The National Legal Profession Reform Project
The regulation of the legal profession and the delivery of legal services is a state not a federal responsibility. Lawyers and law firms are increasingly delivering legal services across state and territory borders, however, and finding themselves subject to multiple regulatory regimes.
Not surprisingly in these circumstances professional bodies, regulators and governments acted to ‘harmonise’ the regulatory arrangements and all the Australian states and territories but for South Australia have now enacted Legal Profession Acts based on national model laws that were agreed by the Standing Committee of Attorneys-General (SCAG) in 2004 – hence the Queensland Legal Profession Act 2007 (and its predecessor legislation, the Legal Profession Act 2004).

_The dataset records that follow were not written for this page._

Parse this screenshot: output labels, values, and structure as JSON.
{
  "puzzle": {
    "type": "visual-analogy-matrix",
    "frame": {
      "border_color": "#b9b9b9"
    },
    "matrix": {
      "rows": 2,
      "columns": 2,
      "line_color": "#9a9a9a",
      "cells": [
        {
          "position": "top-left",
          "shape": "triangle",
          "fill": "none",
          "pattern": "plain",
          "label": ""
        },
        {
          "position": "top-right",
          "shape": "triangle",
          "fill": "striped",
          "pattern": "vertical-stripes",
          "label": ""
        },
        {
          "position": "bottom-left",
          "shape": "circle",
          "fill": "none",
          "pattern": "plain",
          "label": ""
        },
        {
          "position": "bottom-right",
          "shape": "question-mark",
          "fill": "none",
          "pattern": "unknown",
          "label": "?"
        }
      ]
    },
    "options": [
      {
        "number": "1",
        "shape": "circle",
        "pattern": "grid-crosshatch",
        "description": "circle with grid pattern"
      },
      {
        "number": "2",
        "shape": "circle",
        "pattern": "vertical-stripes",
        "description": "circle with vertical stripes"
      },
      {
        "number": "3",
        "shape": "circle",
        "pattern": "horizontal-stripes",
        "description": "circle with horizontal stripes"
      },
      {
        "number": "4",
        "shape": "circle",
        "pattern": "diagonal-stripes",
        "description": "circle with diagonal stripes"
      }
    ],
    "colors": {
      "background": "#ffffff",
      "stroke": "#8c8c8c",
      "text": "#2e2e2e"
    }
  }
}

That is a significant achievement but has served to highlight the many differences that still remain - hence the Council of Australian Governments (COAG) agreed on 30 April 2009 to establish a National Legal Profession Reform Project Taskforce and to give it two primary objectives:
- to prepare nationally uniform legislation by 30 April 2010; and
- to recommend the regulatory structures that will be required to achieve uniformity of regulatory practice.
The Taskforce comprises the Chief Executives of the Commonwealth and New South Wales Attorney-General’s Departments and the Victorian Justice Department, the Deputy Chief Executive of the ACT Department of Justice and Community Safety and the Secretary-General of the Law Council of Australia.

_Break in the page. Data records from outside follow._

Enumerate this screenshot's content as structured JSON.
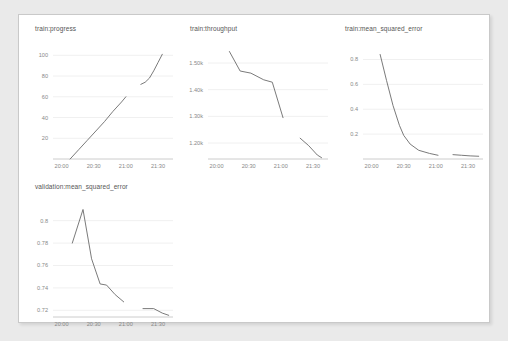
{
  "page": {
    "background_color": "#eaeaea",
    "card_background_color": "#ffffff",
    "card_border_color": "#c9c9c9"
  },
  "style": {
    "line_color": "#6b6b6b",
    "grid_color": "#f0f0f0",
    "axis_color": "#cccccc",
    "tick_label_color": "#888888",
    "title_color": "#555555"
  },
  "chart_data": [
    {
      "type": "line",
      "title": "train:progress",
      "xlabel": "",
      "ylabel": "",
      "grid": true,
      "legend": "none",
      "yticks": [
        "20",
        "40",
        "60",
        "80",
        "100"
      ],
      "ytick_values": [
        20,
        40,
        60,
        80,
        100
      ],
      "ylim": [
        0,
        108
      ],
      "xticks": [
        "20:00",
        "20:30",
        "21:00",
        "21:30"
      ],
      "xtick_values": [
        0,
        30,
        60,
        90
      ],
      "xlim": [
        -8,
        104
      ],
      "series": [
        {
          "name": "run-1",
          "x": [
            8,
            16,
            24,
            32,
            40,
            48,
            56,
            60
          ],
          "values": [
            0,
            9,
            18,
            27,
            36,
            46,
            55,
            60
          ]
        },
        {
          "name": "run-2",
          "x": [
            74,
            78,
            82,
            86,
            90,
            94
          ],
          "values": [
            72,
            74,
            78,
            85,
            93,
            101
          ]
        }
      ]
    },
    {
      "type": "line",
      "title": "train:throughput",
      "xlabel": "",
      "ylabel": "",
      "grid": true,
      "legend": "none",
      "yticks": [
        "1.20k",
        "1.30k",
        "1.40k",
        "1.50k"
      ],
      "ytick_values": [
        1200,
        1300,
        1400,
        1500
      ],
      "ylim": [
        1140,
        1560
      ],
      "xticks": [
        "20:00",
        "20:30",
        "21:00",
        "21:30"
      ],
      "xtick_values": [
        0,
        30,
        60,
        90
      ],
      "xlim": [
        -8,
        104
      ],
      "series": [
        {
          "name": "run-1",
          "x": [
            12,
            22,
            32,
            44,
            52,
            62
          ],
          "values": [
            1543,
            1470,
            1462,
            1437,
            1428,
            1295
          ]
        },
        {
          "name": "run-2",
          "x": [
            78,
            86,
            94,
            98
          ],
          "values": [
            1218,
            1190,
            1155,
            1145
          ]
        }
      ]
    },
    {
      "type": "line",
      "title": "train:mean_squared_error",
      "xlabel": "",
      "ylabel": "",
      "grid": true,
      "legend": "none",
      "yticks": [
        "0.2",
        "0.4",
        "0.6",
        "0.8"
      ],
      "ytick_values": [
        0.2,
        0.4,
        0.6,
        0.8
      ],
      "ylim": [
        0.0,
        0.9
      ],
      "xticks": [
        "20:00",
        "20:30",
        "21:00",
        "21:30"
      ],
      "xtick_values": [
        0,
        30,
        60,
        90
      ],
      "xlim": [
        -8,
        104
      ],
      "series": [
        {
          "name": "run-1",
          "x": [
            8,
            14,
            20,
            26,
            30,
            36,
            44,
            54,
            62
          ],
          "values": [
            0.84,
            0.63,
            0.43,
            0.27,
            0.19,
            0.12,
            0.07,
            0.045,
            0.03
          ]
        },
        {
          "name": "run-2",
          "x": [
            76,
            84,
            92,
            100
          ],
          "values": [
            0.035,
            0.03,
            0.025,
            0.022
          ]
        }
      ]
    },
    {
      "type": "line",
      "title": "validation:mean_squared_error",
      "xlabel": "",
      "ylabel": "",
      "grid": true,
      "legend": "none",
      "yticks": [
        "0.72",
        "0.74",
        "0.76",
        "0.78",
        "0.8"
      ],
      "ytick_values": [
        0.72,
        0.74,
        0.76,
        0.78,
        0.8
      ],
      "ylim": [
        0.714,
        0.814
      ],
      "xticks": [
        "20:00",
        "20:30",
        "21:00",
        "21:30"
      ],
      "xtick_values": [
        0,
        30,
        60,
        90
      ],
      "xlim": [
        -8,
        104
      ],
      "series": [
        {
          "name": "run-1",
          "x": [
            10,
            20,
            28,
            36,
            42,
            50,
            58
          ],
          "values": [
            0.78,
            0.81,
            0.766,
            0.7435,
            0.7425,
            0.734,
            0.7275
          ]
        },
        {
          "name": "run-2",
          "x": [
            76,
            86,
            94,
            100
          ],
          "values": [
            0.7215,
            0.7215,
            0.7175,
            0.7155
          ]
        }
      ]
    }
  ]
}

The Taskforce will be assisted by a Consultative Group chaired by a former Commonwealth Attorney-General and now Dean of the Faculty of Law at the Queensland University of Technology, the Hon Michael Lavarch. The Consultative group comprises 18 people who are between them broadly representative of the profession, the courts, regulators, legal educators and consumers including the Queensland Legal Services Commissioner, John Briton, and the Chief Executive officer of the Queensland Law Society, Noela’ L’Estrange.
The Taskforce has established a National Legal Profession Reform Project website which describes its mandate in greater detail and will include progress reports as events unfold:
- click www.ag.gov.au/legalprofession for further information.